BEIJING — Four years ago at the Winter Games in Pyeongchang, Emily Sweeney was rocketing down the track feet first, banking through sharp turns at more than sixty miles an hour when her luge sled bucked and twisted out of control.

"I've never seen an accident...that bad," said her dad Larry Sweeney who was there that day in South Korea. "We took off running."

Sweeney's body slammed side to side against ice hard and unforgiving as concrete. Her mom Sue Sweeney was also there. She says the only reason her daughter is alive today is her skill as an athlete.

"[Without] the training that they received all these years, she wouldn't be here today - or wouldn't be herself today if it hadn't been for that."

But Emily Sweeney still left the sled track that day with devastating injuries, the kind that often end careers for top-tier athletes.

"I broke my neck and my back," she said, speaking to reporters after arriving in Beijing. "I came back and I'm here."

Sweeney now faces two days of luge races that get underway Monday. For her, she said, getting to these Olympics isn't so much about winning medals as it is about survival.

"I think the more important part of my story for myself at least is that I'm still here," she said. "I made it back, I made it through all of those things. It was incredibly challenging."

There are a couple reasons why this accomplishment is amazing.

Sweeney, who is 28 years old, had to qualify for her second Olympic Games as a completely different athlete. Her body just works differently after the crash.

"She doesn't have the range of movement that she used to have," said her sister Megan Sweeney Schafer, who was also a top U.S. luge racer, competing at the Vancouver Winter Olympics in 2010.

"You know you're on the sled and you're pulling five Gs. There's not a lot of flex that she has."

Sweeney Schafer says her sister had to find a way to race more creatively, not physically loose but mentally loose. "That has really helped her clear her mind before going down the track and I think that's the biggest difference that I see," she said.

In Beijing Sweeney will have to enter that Zen-like state of mind — relaxed and fearless — doing something that wrecked her body. Luge is a sport where winning and losing is measured in tiny fractions of a second.

"I've shown this year that I have a lot of speed with me, within myself," she said during a press conference this week. "But in order to get that speed I have to be going for it, I can't play it safe."

While Sweeney races, friends and family will be watching back home.

Her parents live in Saranac Lake, a village in New York's Adirondack Mountains but they'll gather in the nearby Olympic community of Lake Placid where Sweeney got her start as a sled racer.

A few days ago her parents Sue and Larry were decorating, getting ready to gather around the television. Because of the pandemic they couldn't travel to Beijing.

"It's really hard not to be there," said Sue Sweeney. Their daughter may be fearless but for the family these next two days will be scary. "We've seen what can happen. It does weigh on your mind a bit."

Larry Sweeney said they have a family tradition for dealing with the pressure and nerves on race day. "We call it luge hooch, it's Jameson and Bailey's," he laughed.

"A little whiskey goes a long way," said Sue Sweeney. "That and deep breathing."

Emily Sweeney says she's grateful her family backed her through the long recovery and supported her decision to return to the Olympics.

"They've gone through it. They've had all the joyous parts and deal with me going through terrible parts," Sweeney said, adding, "Thanks Mom and Dad."

Sweeney faces one last mental test. She'll race on a winding sled track that's brand new, built for these Winter Games. Which means athletes haven't had time to learn its twists and turns.

In her first Olympic runs since the crash in Pyeongchang, Sweeney will have to go all-out, risking everything on an icy course that's unfamiliar.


* **EXERCISE AIM**: Lines containing the word "vector" are to be copied from the data below.
= Beginning of Section =
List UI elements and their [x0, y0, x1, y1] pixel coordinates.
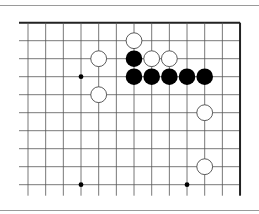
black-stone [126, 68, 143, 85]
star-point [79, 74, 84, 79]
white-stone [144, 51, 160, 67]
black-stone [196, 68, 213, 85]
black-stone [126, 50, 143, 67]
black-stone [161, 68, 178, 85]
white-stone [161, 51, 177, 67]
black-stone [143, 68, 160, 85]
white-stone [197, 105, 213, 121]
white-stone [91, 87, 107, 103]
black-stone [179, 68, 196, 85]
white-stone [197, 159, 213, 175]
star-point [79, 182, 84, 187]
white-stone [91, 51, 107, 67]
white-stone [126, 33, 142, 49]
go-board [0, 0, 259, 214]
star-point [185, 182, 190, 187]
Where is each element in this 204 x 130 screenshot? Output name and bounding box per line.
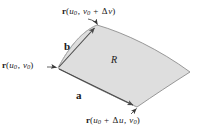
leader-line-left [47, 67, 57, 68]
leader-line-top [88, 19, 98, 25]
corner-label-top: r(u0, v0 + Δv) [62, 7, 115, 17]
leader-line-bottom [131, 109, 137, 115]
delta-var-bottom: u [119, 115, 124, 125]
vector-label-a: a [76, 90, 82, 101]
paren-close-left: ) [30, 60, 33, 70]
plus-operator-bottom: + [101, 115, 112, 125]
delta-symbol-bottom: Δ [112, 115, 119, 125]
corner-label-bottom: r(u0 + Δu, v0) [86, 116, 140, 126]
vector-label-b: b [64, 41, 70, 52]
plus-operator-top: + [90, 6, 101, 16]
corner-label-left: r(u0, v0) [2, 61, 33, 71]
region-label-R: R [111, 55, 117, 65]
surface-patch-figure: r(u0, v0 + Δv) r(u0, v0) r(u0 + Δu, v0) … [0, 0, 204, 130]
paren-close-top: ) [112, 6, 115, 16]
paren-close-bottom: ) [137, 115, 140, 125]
= End of Section =
= Beginning of Section =
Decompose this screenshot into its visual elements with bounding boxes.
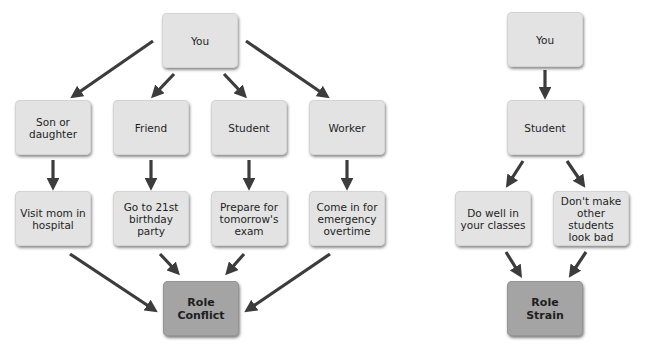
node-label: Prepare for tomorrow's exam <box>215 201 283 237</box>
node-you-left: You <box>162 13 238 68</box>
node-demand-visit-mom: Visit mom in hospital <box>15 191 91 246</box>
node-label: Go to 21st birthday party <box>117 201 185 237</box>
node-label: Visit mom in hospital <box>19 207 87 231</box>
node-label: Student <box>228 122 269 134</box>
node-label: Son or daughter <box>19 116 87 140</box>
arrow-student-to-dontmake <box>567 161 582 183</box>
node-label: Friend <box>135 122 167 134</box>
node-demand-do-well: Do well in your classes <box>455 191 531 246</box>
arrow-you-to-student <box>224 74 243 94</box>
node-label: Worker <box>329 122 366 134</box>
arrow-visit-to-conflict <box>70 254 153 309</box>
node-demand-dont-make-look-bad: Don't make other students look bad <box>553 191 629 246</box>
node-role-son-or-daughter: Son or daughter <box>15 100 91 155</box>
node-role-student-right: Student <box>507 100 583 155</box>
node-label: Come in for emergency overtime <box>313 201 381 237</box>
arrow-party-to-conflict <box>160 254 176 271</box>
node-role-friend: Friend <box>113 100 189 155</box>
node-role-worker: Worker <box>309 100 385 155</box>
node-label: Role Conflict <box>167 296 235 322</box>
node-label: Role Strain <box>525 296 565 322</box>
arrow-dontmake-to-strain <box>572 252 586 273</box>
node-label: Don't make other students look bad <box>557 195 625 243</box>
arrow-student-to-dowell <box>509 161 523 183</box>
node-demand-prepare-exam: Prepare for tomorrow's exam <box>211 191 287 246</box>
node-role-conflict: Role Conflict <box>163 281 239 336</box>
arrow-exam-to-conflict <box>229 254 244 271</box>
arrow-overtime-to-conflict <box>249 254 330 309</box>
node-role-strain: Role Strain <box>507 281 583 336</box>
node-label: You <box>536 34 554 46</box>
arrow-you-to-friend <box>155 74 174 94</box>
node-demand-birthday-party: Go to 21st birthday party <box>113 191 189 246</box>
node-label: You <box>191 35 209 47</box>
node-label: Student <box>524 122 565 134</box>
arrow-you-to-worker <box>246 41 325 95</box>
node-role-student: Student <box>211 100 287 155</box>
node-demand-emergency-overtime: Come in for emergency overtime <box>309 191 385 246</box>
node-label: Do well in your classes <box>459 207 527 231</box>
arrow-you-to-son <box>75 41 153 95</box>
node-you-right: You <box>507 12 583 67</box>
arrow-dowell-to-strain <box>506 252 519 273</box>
= End of Section =
* **ANSWER FOR THIS EXERCISE**:
vector-label-a: a [76, 90, 82, 101]
vector-label-b: b [64, 41, 70, 52]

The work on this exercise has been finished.